Lynn Conway
December 10, 2000 11:11 AM   Subscribe

Lynn Conway is one of the major talents in the history of the development of computers, responsible for major advances without which computers we buy now would be much different. She's also a transsexual, born physically male. While working for IBM she had her sex-change operation, and IBM immediately fired her for it.
posted by Steven Den Beste (7 comments total)
 
Lynn's one of my colleagues here at Michigan, and I had no clue about this before she sent us an email alerting everyone to the Scientific American story. Now, of course, everyone's saying, oh yes, we knew about Lynn, but I'm pretty sure I heard the sound of a lot of jaws dropping that night.

Without taking anything away from her accomplishments, I think SciAm is overhyping them a bit--the story just plays better if she was a neglected, pioneering genius than if she was simply another toiler in the vineyard. Nevertheless, it's a hell of a story. A must-read, as Jorn would say.
posted by rodii at 12:09 PM on December 10, 2000


Perhaps my reading comprehension is lacking, but I fail to see where there's any proof that IBM fired her over having a sex-change operation. Perhaps someone could provide a citation.
posted by milnak at 12:57 PM on December 10, 2000


"Proof"? Is there some reason to doubt it? Somehow I don't think IBM is going to admit it, even at this late date. All we have is Conway's testimony, and that of her cow orkers, but it's pretty trustworthy. She's never tried to "get back" at IBM for any of this, and I see no reason to doubt her motives. IBM at the time had a very staid culture, and Conway was one of the first transsexuals in the US. You could get fired for much less fringey behavior then; it would have been remarkable had IBM not fired her.

IBM's haste to get rid of her is in fact a big part of the story. They wanted her out so badly that they never asked for her papers--very un-IBMlike behavior. Years later, when most of the records of "Project Y" had disappeared and the project team had dispersed, those papers constituted pretty much the only extant documentation for the project.

(By the way, there was an article about Conway in the Nov. 19 LA Times Sunday supplement. It's not available online, but Conway has a PDF version [Download] on her site. It's goes into a lot more detail about the personal side of the whole story, including some corroboration about IBM. She wanted to move to a new division under her new name, but IBM wasn't confident she keep it secret, and feared morale problems among her colleagues if she was allowed to stay.)
posted by rodii at 1:52 PM on December 10, 2000


This is simply an incredible story. Her tenacity is amazing. Bravo!
posted by jmcnally at 7:56 AM on December 11, 2000


I work at an IBM facility, and ironically enough, we have right now in our lobby a display thingie that shows pictures and stories of lesbian, bi, gay, and transgendered IBM-ers with their children. This is a traveling exhibition making its rounds among the various buildings at this (very huge) IBM site, and it's entitled "Love Makes a Family".

The idea is to hammer into our heads that we need to be diverse and value everyone's assorted family shape, whatever that shape might be.

I totally agree and think it's so obvious it doesn't need to be said, and that this little mobile propaganda thing is only going to make things worse. The heavy-handed presentation would make people doubt *anything* that it was trying to promote, even if it were something as obvious as "2 + 2 = 4".

But I admire the effort, anyway. So the point is that IBM seems to have come a long way since this sordid episode. How long ago was it that she was fired?
posted by beth at 3:37 PM on December 11, 2000


About thirty years and a social revolution ago.
posted by dhartung at 4:02 PM on December 11, 2000


Just a little clipping from the PDF I mentioned above, for those who didn't follow it:

. . . But problems surfaced immediately. At work, his supervisor, an engineer named Don Rozenberg, recognized instinctively that IBM possessed exactly the wrong culture to indulge Robert’s unprecedented proposal. "It was still white shirts, blue serge suits and wingtip shoes," Rozenberg says. "This simply wasn’t the IBM image."

Indeed, IBM corporate management, unable to see how Robert could keep his past secret from his co-workers, feared disruption. "The decision was made," Rozenberg recalls, "to quietly move him out of the company. . . ."


From our "modern, enlightened" perspective it might be easy to accuse IBM of ll kinds of moral offenses, but to me, this sounds like, if anything, timidity. I wouldn't even call it cowardice, since it must have been a totally unprecedented situation for the bosses. Who would know how to react in such a situation?

There are still lots of places where the reaction would be a lot more, uh, urgent. I was out in Iowa a couple years ago (no slight on Iowa intended--coulda been anywhere) and saw a bumper sticker that said "help stop AIDS--kill a faggot." The fact that someone could publically display that without shame in the 90s still astonishes me. Imagine what a leap of faith it would have taken to do something as radical as a sex change in the 60s.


→ **Prompt**: Below this line are records; write out exactly the lines from the one containing "Crop the region containing man." through the one containing "Detect the region containing 'person'.", with the pictures left out.

→ **Supplied records**:
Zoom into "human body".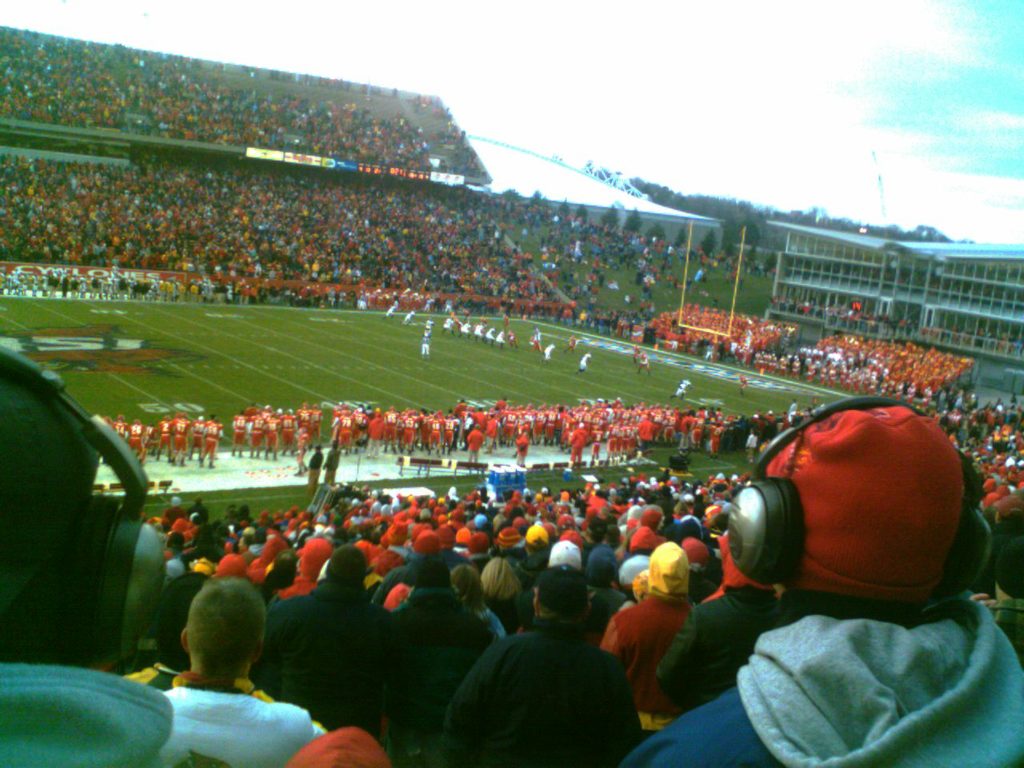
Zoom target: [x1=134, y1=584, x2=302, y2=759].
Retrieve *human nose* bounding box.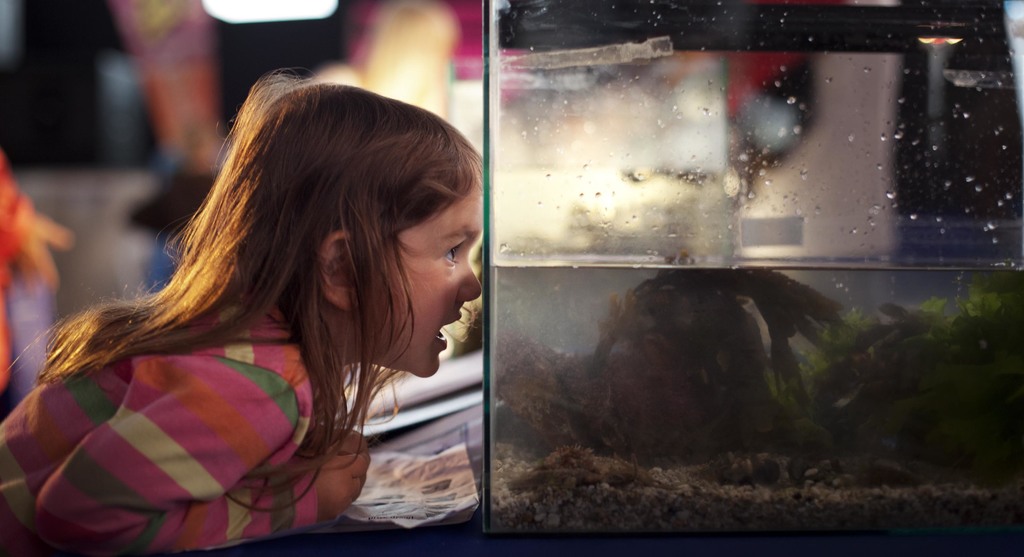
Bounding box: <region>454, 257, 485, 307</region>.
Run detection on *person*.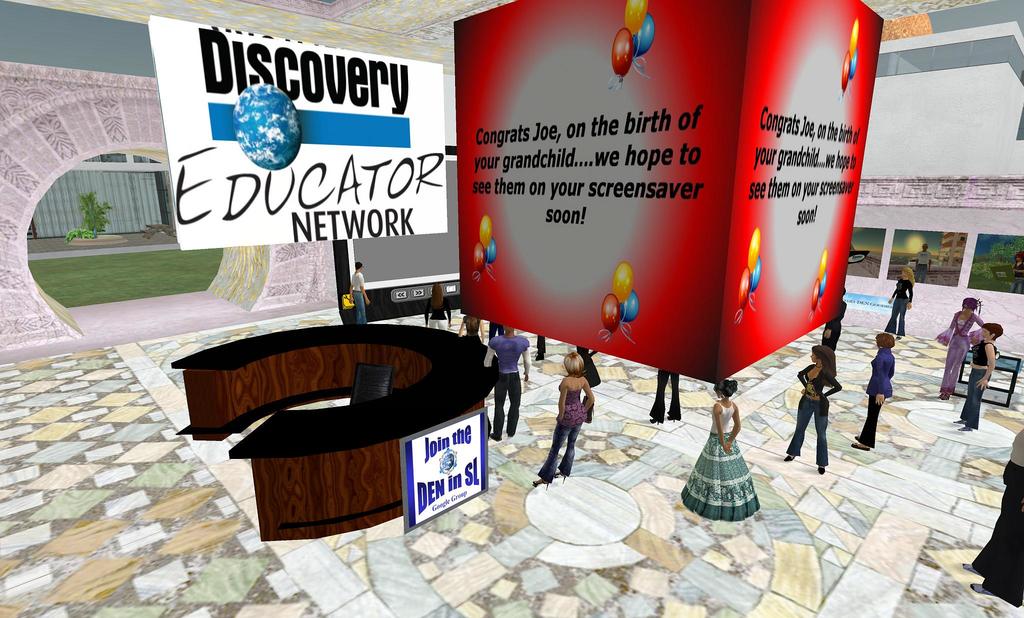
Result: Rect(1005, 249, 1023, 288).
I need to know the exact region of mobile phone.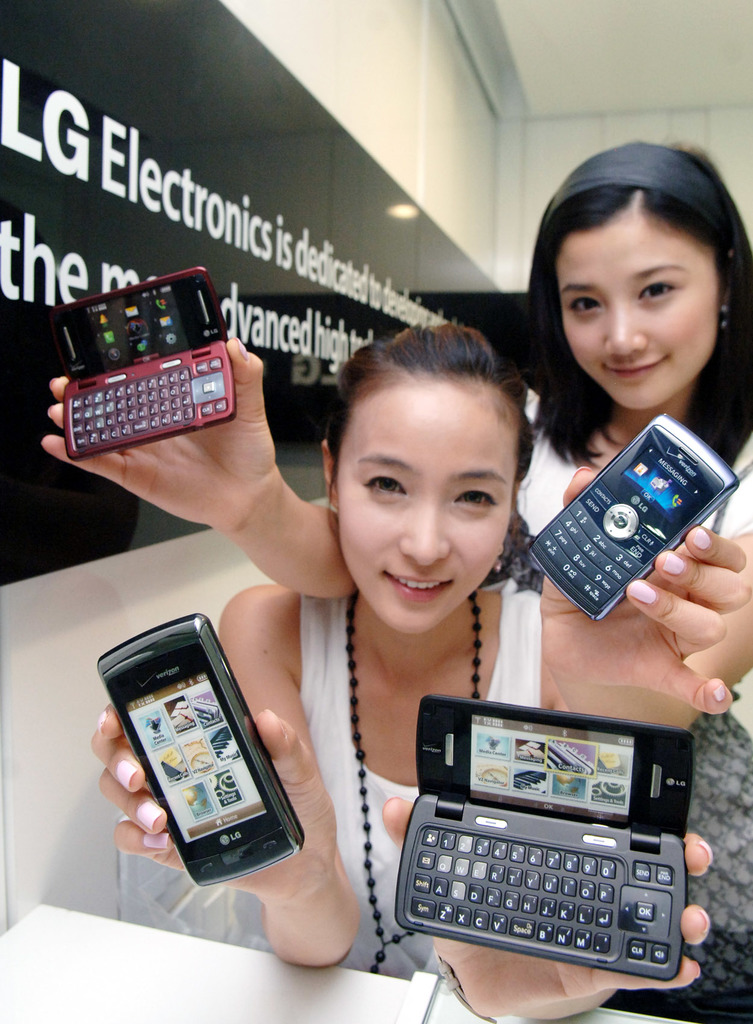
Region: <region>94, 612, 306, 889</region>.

...

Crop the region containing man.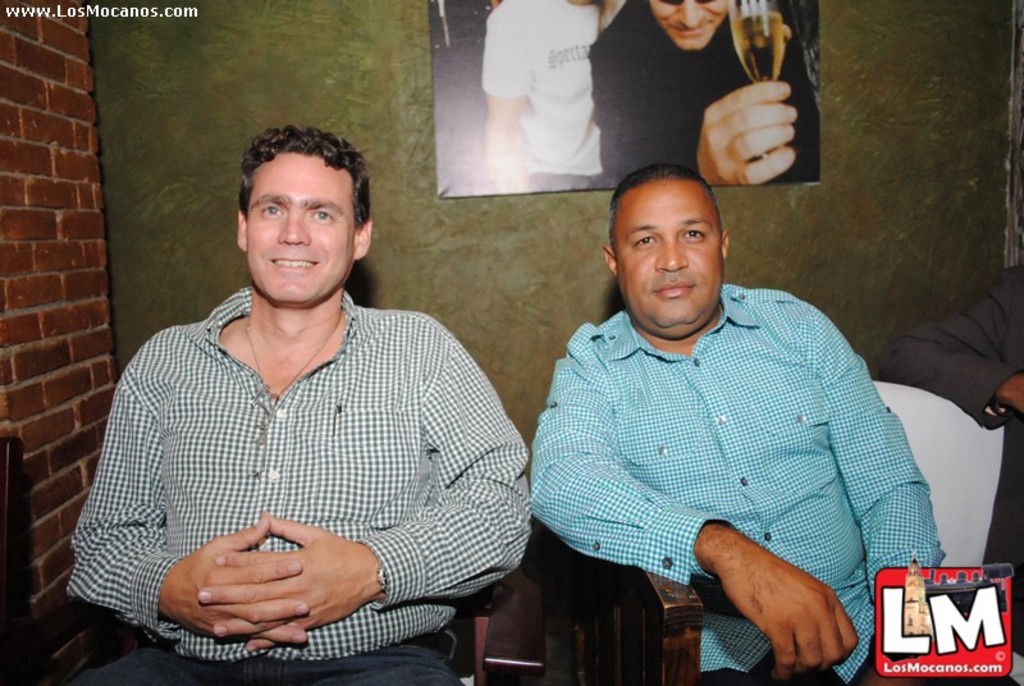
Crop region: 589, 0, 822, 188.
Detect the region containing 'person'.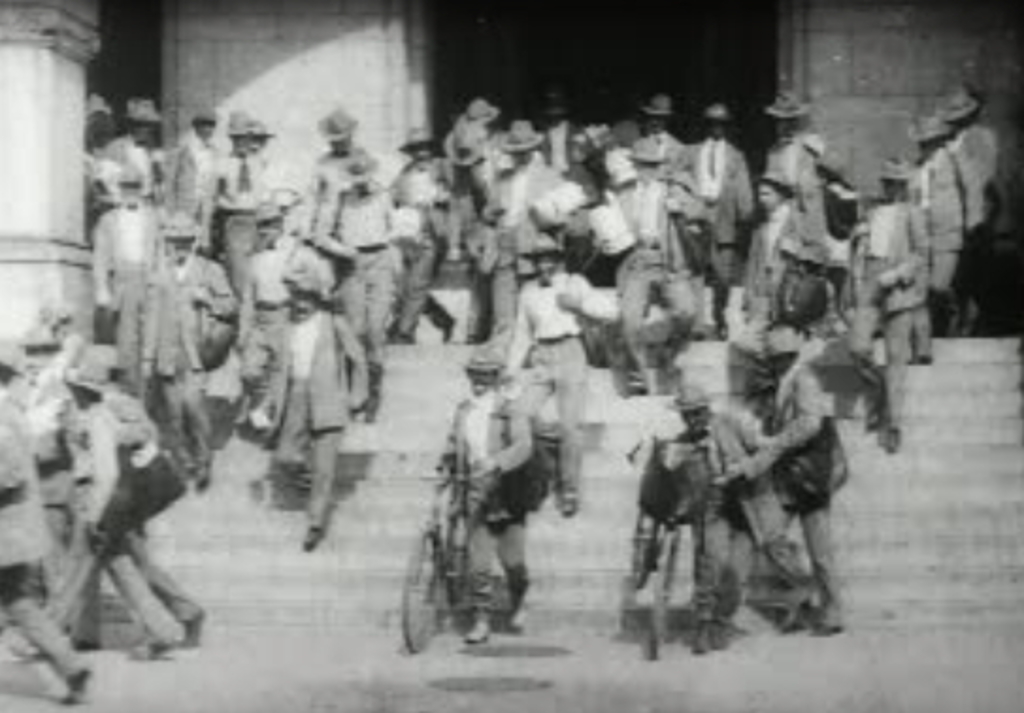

--

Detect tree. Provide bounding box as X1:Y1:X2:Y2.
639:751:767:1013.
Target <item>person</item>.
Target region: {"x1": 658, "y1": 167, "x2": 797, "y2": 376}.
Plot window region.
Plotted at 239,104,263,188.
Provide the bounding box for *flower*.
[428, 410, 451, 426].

→ **Solution to the problem**:
Crop the region containing man.
Crop region: 589, 0, 822, 188.
Detect the region containing 'person'.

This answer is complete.